I have been fortunate in my Christian life to have lived most of it--so far--in regions that have preserved the Ascension on its proper day. In most places, today is Thursday of the sixth week of Easter, a novelty of a liturgical day unknown to our ancestors in the faith.
I remember that it was the vigil of Ascension in 1992 when I first walked down to the church where I would be baptized and introduced myself to the pastor and the permanent deacon. My 'convert instructions' proceeded quickly from there--I had already journeyed through a sort of pre-catechumenate with the priest on campus--and I would be baptized on the other side of that summer on the feast that was then called the Beheading of John the Baptist.
I have always loved Ascension day. It seems to hold within itself the coincidences of opposites that make up the fruitfulness of the Christian mystery. In its curious mash-up of the chronologies and pneumatologies of the gospel traditions surrounding the Resurrection, we pray through the good news that Jesus' departure assures his abiding Presence among us, and are reminded that his descent into our humanity is the occasion of our ascent from the misery and frustration of selfishness and sin. A period marked by the apostles' privileged experience of the Risen Lord in little Galilee ends so that the Spirit who is his Presence may begin to be handed on to the whole world.

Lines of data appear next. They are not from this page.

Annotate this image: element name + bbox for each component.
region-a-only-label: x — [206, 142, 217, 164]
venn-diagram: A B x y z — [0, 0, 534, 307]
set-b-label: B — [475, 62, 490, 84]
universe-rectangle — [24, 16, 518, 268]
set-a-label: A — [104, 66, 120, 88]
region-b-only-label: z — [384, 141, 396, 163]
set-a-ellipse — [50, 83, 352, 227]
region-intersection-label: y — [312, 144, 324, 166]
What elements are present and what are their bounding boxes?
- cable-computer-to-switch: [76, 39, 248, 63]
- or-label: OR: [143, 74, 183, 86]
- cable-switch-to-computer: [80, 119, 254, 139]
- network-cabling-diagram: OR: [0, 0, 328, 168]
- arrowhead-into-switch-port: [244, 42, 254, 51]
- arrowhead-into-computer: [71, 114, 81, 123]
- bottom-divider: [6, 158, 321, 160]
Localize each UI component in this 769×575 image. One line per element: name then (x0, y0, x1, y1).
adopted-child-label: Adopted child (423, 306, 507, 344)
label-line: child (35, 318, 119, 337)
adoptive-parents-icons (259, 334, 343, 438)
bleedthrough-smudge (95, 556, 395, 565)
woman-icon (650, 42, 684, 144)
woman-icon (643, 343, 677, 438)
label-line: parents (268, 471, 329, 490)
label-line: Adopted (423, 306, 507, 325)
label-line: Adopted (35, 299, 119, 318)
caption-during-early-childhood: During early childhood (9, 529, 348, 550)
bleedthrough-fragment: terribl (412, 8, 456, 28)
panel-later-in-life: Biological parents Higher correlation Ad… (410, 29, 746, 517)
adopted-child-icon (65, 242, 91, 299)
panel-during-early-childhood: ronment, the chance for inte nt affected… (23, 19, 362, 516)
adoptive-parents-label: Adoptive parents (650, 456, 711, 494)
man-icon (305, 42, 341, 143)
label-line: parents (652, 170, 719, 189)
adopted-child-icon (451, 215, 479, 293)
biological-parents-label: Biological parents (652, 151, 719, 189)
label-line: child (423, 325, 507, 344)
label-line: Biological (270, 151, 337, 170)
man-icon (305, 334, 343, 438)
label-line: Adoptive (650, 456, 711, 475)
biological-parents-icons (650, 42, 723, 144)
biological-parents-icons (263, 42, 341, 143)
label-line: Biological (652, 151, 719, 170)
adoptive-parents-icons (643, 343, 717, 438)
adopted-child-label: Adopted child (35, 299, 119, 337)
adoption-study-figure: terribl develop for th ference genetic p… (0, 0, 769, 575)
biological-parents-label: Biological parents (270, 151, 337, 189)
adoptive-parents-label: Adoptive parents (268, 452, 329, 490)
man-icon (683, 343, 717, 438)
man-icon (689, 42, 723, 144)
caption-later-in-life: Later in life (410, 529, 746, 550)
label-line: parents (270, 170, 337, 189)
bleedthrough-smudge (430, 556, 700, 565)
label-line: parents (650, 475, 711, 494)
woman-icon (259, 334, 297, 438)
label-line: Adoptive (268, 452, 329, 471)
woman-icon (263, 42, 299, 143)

In prayer we experience a reflection of these mysteries in the little mirror of our soul. Who is this God to whom we pray, or this Spirit who prays in us? As no-thing, he seems to be more of an absence than a presence, he who is the Light so bright that our minds and hearts only see him as darkness. Indeed, it is the apparent inaccessibility of God that continues to draw us into the mystery. And so we continue in our interior striving after the adorable Mystery that is God Most High, with the striving that is the only true rest. The opposites that frame and enable our rational thought begin to coincide, a sign of our own ascension above ourselves, of our new freedom in Christ.
1 comment:
I would love to celebrate on the right day, but they need to have more Mass options if they would want us to show up.
A Mass at 7:15AM (when I am driving my kids to Catholic school) and at 5:30PM (I AM STILL AT WORK) just doesn't cut it.